Nathalie Porrodo (pictured above) manages the family’s wine operations, while her brother Bertrand invested in 31Dover, a London-based online drinks company which has since ceased trading.
Glen Gordon and family / William Grant and Sons
Worth £4.607 billion
Ranked 44 on the list
The family behind spirits company William Grant and Sons, which owns brands including Glenfiddich, Drambuie and Hendrick’s gin, occupies 44th position in 2023, up from 52nd in 2022.
The family built the Glenfiddich distillery in 1886, followed by the nearby Balvenie distillery. Today, its spirits are shipped to almost 200 markets around the world and the business has grown to employ more than 2,800 people.
Gordon Grant, the great great-grandson of the company’s founder, has served as chairman since 2012.
The family-owned group shifted to manufacturing ethanol for hand sanitiser during the Covid-19 pandemic, which helped to booster its whisky sales. In March it launched a limited edition Glenfiddich Grand Yozakura, aged in ex-awamori casks, with a price tag of £1,500 per bottle.
The actual value of William Grant & Sons is around £3.8 billion. However, the whisky dynasty enjoyed strong dividends from the company, including £20 million during the past year, which helps take its wealth up to £4.607 billion in 2023.
Alki David and the Leventis family/ Coca-Cola HBC
Worth £2.786 billion
Ranked 63 on the list
Premium spirits are an important part of the Coca-Cola HBC product range via partnerships with premium spirits producers.
In 2008, Coca-Cola partnered with Brown-Forman (Jack Daniels, Finlandia, El Jimador) to distribute its products, which it now does in nine different markets. In 2010, Coca-Cola became the distributor for Edrington (Famous Grouse, Macallan, Brugal whiskies) and today provides 14 markets with Edrington products.
In 2016, Coca-Cola launched a partnership with Gruppo Campari (Campari, Aperol, Cinzano), which it currently distributes to 14 markets. It also partners with Remy-Cointreau, Jägermeister, Nemiroff, Pulcari, Lucano, Glendalough and Ouzo Plomari.
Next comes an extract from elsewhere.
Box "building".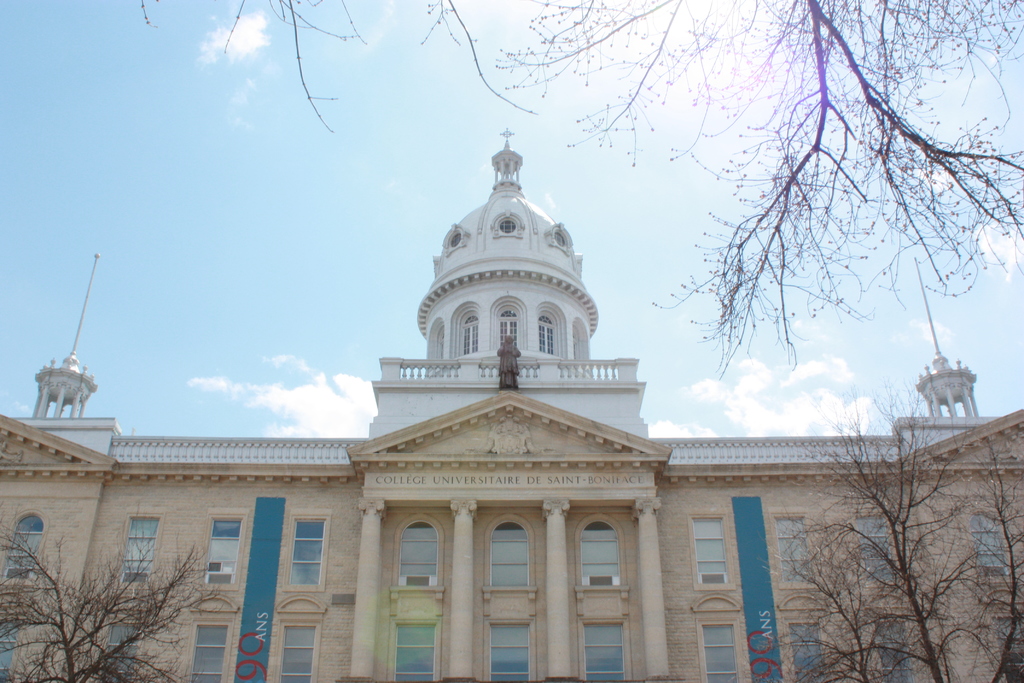
box=[0, 124, 1023, 682].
Coca-Cola HBC is also the owner of two local premium spirits brands: Rézangyal pálinka (traditional fruit brandy) in Hungary; and MB Impex (a bitter liqueur) in Serbia, both of which were acquired in 2017.
Alejandro Santo Domingo and Lady Charlotte Wellesley / SAB Miller
Worth £2.167 billion
Ranked 80 on the list
SAB Miller plc was a South African multinational brewing and beverage company headquartered in Woking, until 10 October 2016 when it was acquired by AB InBev for a £78.4 billion sum.
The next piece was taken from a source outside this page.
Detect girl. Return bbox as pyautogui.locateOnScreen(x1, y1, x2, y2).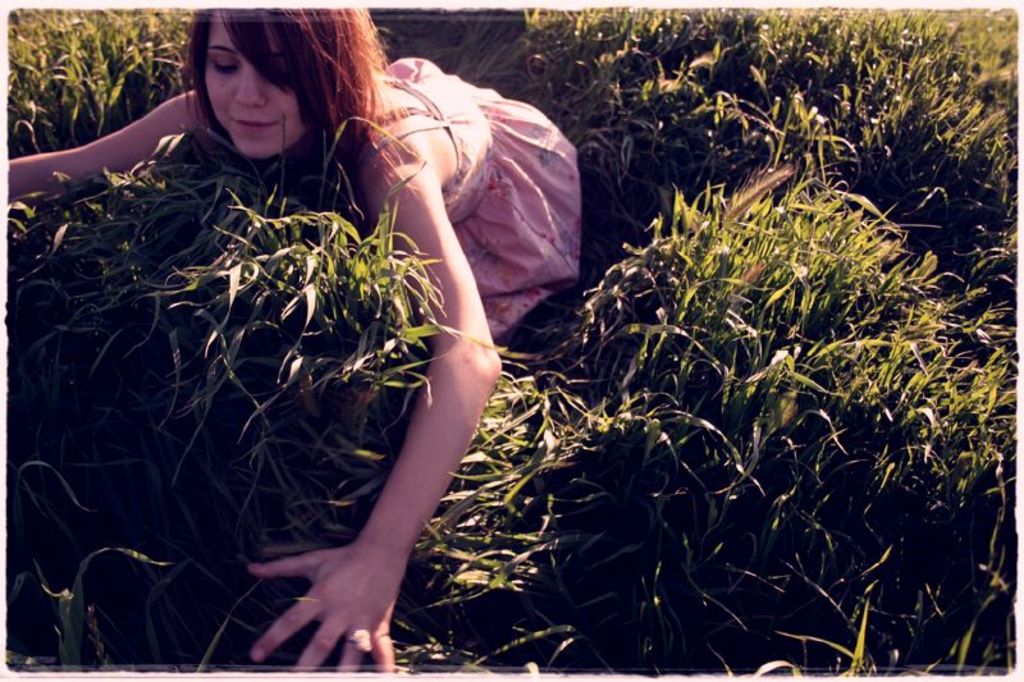
pyautogui.locateOnScreen(0, 1, 581, 681).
At that time, according to the Financial Times, it was the third largest acquisition in history and the largest ever in Britain.
Prior to the acquisition, SAB Miller was the world’s second-largest brewer measured by revenues, with brands including Carling Black Label, Peroni and Castle Lager. Following the takeover of the company, AB in Bev sold on a number of brands, including MillerCoors to Molson Coors.
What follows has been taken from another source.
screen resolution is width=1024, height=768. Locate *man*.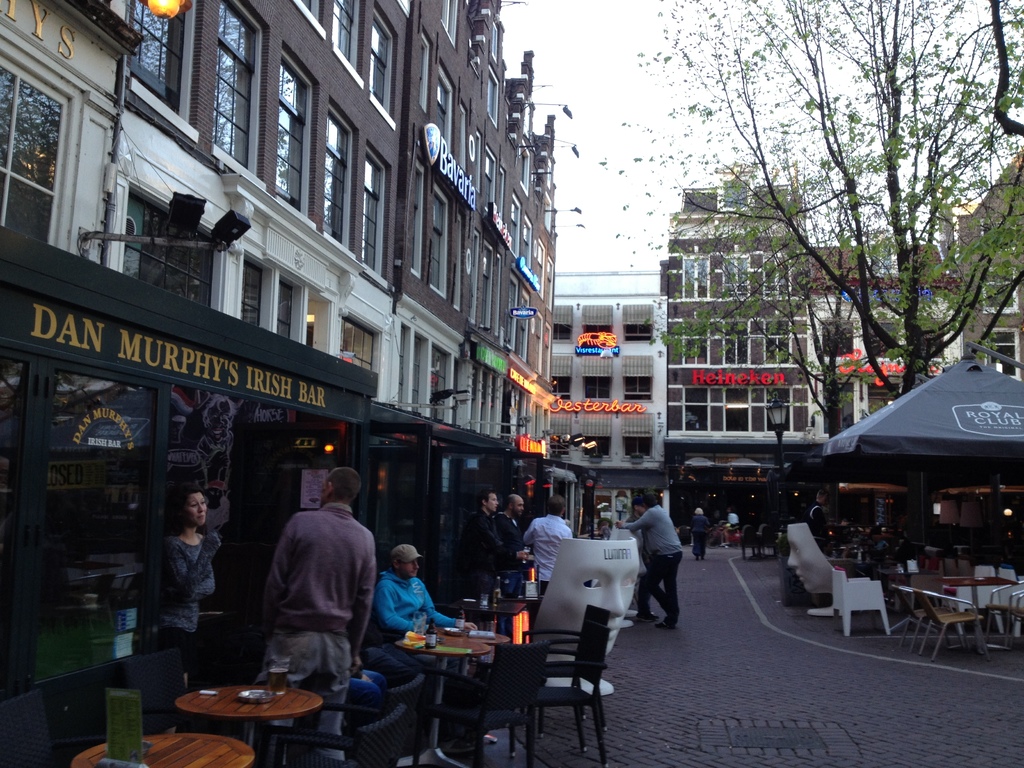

Columbian-American financier Alejandro Santo Domingo sits on the board of AB InBev, and also purchased NFL team Washington Commanders this year in a US$6.05 deal.
His father, Julio Mario Santo Domingo, passed down a 15% stake in SAB Mille to his sons and grandchildren when he died in 2011.
The Earl of Iveagh and the Guinness family
Worth £983m
Ranked 172 on the list
The Earl of Iveagh, heir to the Guinness brewing empire, saw his family’s net worth drop from £1 billion in 2022 to £983 million in 2023, but still made it comfortably into the top 200 of the UK’s wealthiest individuals.
The family revealed losses of £17 million since the last Sunday Times Rich List was published, despite Guinness becoming the UK’s most popular pint earlier this year, overtaking Carling for the first time.
The Irish stout now accounts for one in every nine pints pulled in the the UK, with parent company Diageo saying “The brand is really healthy.”
The Earl, better known as Ned, inherited £62 million of shares in the company, and his 22,500-acre Elveden Hall estate in Suffolk has been used to film episodes of Netflix hit The Crown.
When Clare Hazell, the Countess Iveagh, filed for divorce from Ned in 2021, it was rumoured to be one of Britain’s biggest ever divorces due to the size of the fortune at stake.